Oct 22, 2010

Ari Up of the Slits obituary

The singer, born Arianna Forster, passed away yesterday (20 October) after a "serious illness".












Ari Up (far right) with the Slits in 1979
The singer Ari Up, who has died after an unspecified illness aged 48, was the idiosyncratic frontwoman of the Slits, the British punk band formed in 1976. With her bird's-nest hair, gutsy attitude and wardrobe from hell, along with the band's ferocious sound, Ari confounded her audiences. The Slits fused punk with another rebel music – reggae – to create an original sound that transcended their musical limitations.


The Slits emerged from the British punk scene and became known for their fusion of post-punk with dub and reggae. They released two albums, 1979's Cut and 1981's Return of the Giant Slits, as well as an untitled collection of demos in 1980.
After the band split, Forster moved with her husband and children to the jungle regions of Indonesia and Belize, before heading to Jamaica and settling in Kingston. There, she continued to make music in the New Age Steppers and released solo material as Baby Ari, Ari Up and Madussa.
In 2005 the Slits re-formed and the following year they released a new EP, Revenge of the Killer Slits.

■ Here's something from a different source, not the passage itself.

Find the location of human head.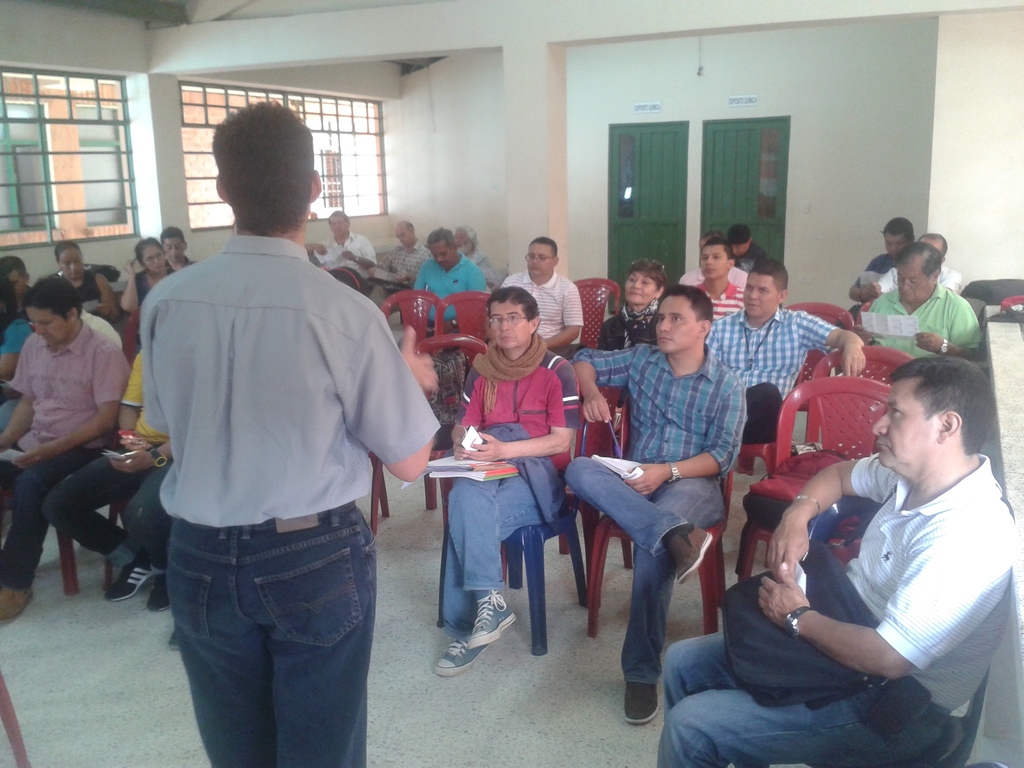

The band were denied mainstream commercial success, achieving their biggest hit with Typical Girls, backed with a cover of Marvin Gaye's I Heard It Through the Grapevine, which reached No 60 in the UK in 1979. But the Slits have been enormously influential, not least thanks to Ari's stage presence and fierce vocal style. She helped to reinvent the role of women in music.
She was born Arianna Forster in Munich. Her mother, Nora, was the daughter of a wealthy German newspaper proprietor. Ari grew up in London, where Nora had many connections in the music industry. Nora began a relationship with the guitarist Chris Spedding, who had done a demo with the Sex Pistols, and this led to Ari seeing one of the band's first gigs. "Nora started seeing the Sex Pistols in 1975 and took me with her," Ari said. "What impressed me about the band was how different they were from all the hippies in the audience. After the gig there was no stopping me."
The drummer Paloma Romero, who had renamed herself Palmolive, met Ari at a gig in 1976 and asked her to sing in her band, the Slits. Ari remembered: "She had a pig earring in her ear and that did it for me. We started chatting and she asked me to sing for her band. The next day I was in the Slits and rehearsing – all because of that earring."
The 14-year-old Ari had found the perfect vehicle for her punky-reggae party. The band created their own style of music at a time when there were no templates. "That first rehearsal, I played the drums because I loved the drums, then I started singing, I think it was the Ramones' Blitzkrieg Bop. We didn't have a plan, we just worked with the lyrics and made the music. We only knew that we would not be influenced by anyone else. That was what was important. We were not feminists politically but we took pride in putting ourselves together without men. We wanted to be natural and female. We wanted feminine rhythms."
In 1977 the Slits shared the bill with the Buzzcocks, Subway Sect and the Jam on the Clash's White Riot tour of the UK. Joe Strummer had previously given Ari lessons on "a big 50s guitar". The Slits were managed briefly by the director and musician Don Letts, who featured the band in his film The Punk Rock Movie (1977). Letts and the Slits had a mutual love of reggae, which was the key to them opening up their sound, as heard on a 1977 John Peel session on Radio 1.
Produced by Dennis Bovell, the band's debut album, Cut, was released in 1979, by which time Palmolive had left the band. The album featured the two songs that would define the Slits for ever – I Heard It Through the Grapevine and Typical Girls – the latter of which summed up the band's humour with its ironic title. The Slits were anything but.
The Slits were making music that was more revolutionary than that of their peers and in many ways defined what punk really was. The band released another record, Return of the Giant Slits, in 1981 but split up that year. Ari moved to the jungle regions of Indonesia and Belize. She later settled in Jamaica. Her accent – a mixture of patois, cockney, American and German – summed up her transient lifestyle.
A few years ago, I interviewed her in a studio in London where she was working on a fusion of hip-hop, dub and punk. She was a great interviewee, sharply intelligent and full of inspirational energy. After the Slits broke up, Ari continued to make music, recording with the New Age Steppers and as a solo artist under the names Baby Ari, Madussa and Ari Up. Her first full-length solo album, Dread More Dan Dead, was released in 2005.
In 2006 Ari reformed the Slits with the bass player Tessa Pollitt and went on tour. The band released an EP, Revenge of the Killer Slits, followed by a new album, Trapped Animal. Their gigs were rapturously received. At their Manchester concert last year, she was a force of nature and owned the stage, her long dreadlocks flailing about as she invited women in the audience to get up and dance with her. The Slits had never sounded so good.
She is survived by her sons, Pablo, Pedro and Wilton, and by Nora, who is married to the former Sex Pistols frontman John Lydon.
• Ari Up (Arianna Forster), musician, born 17 January 1962; died 20 October 2010.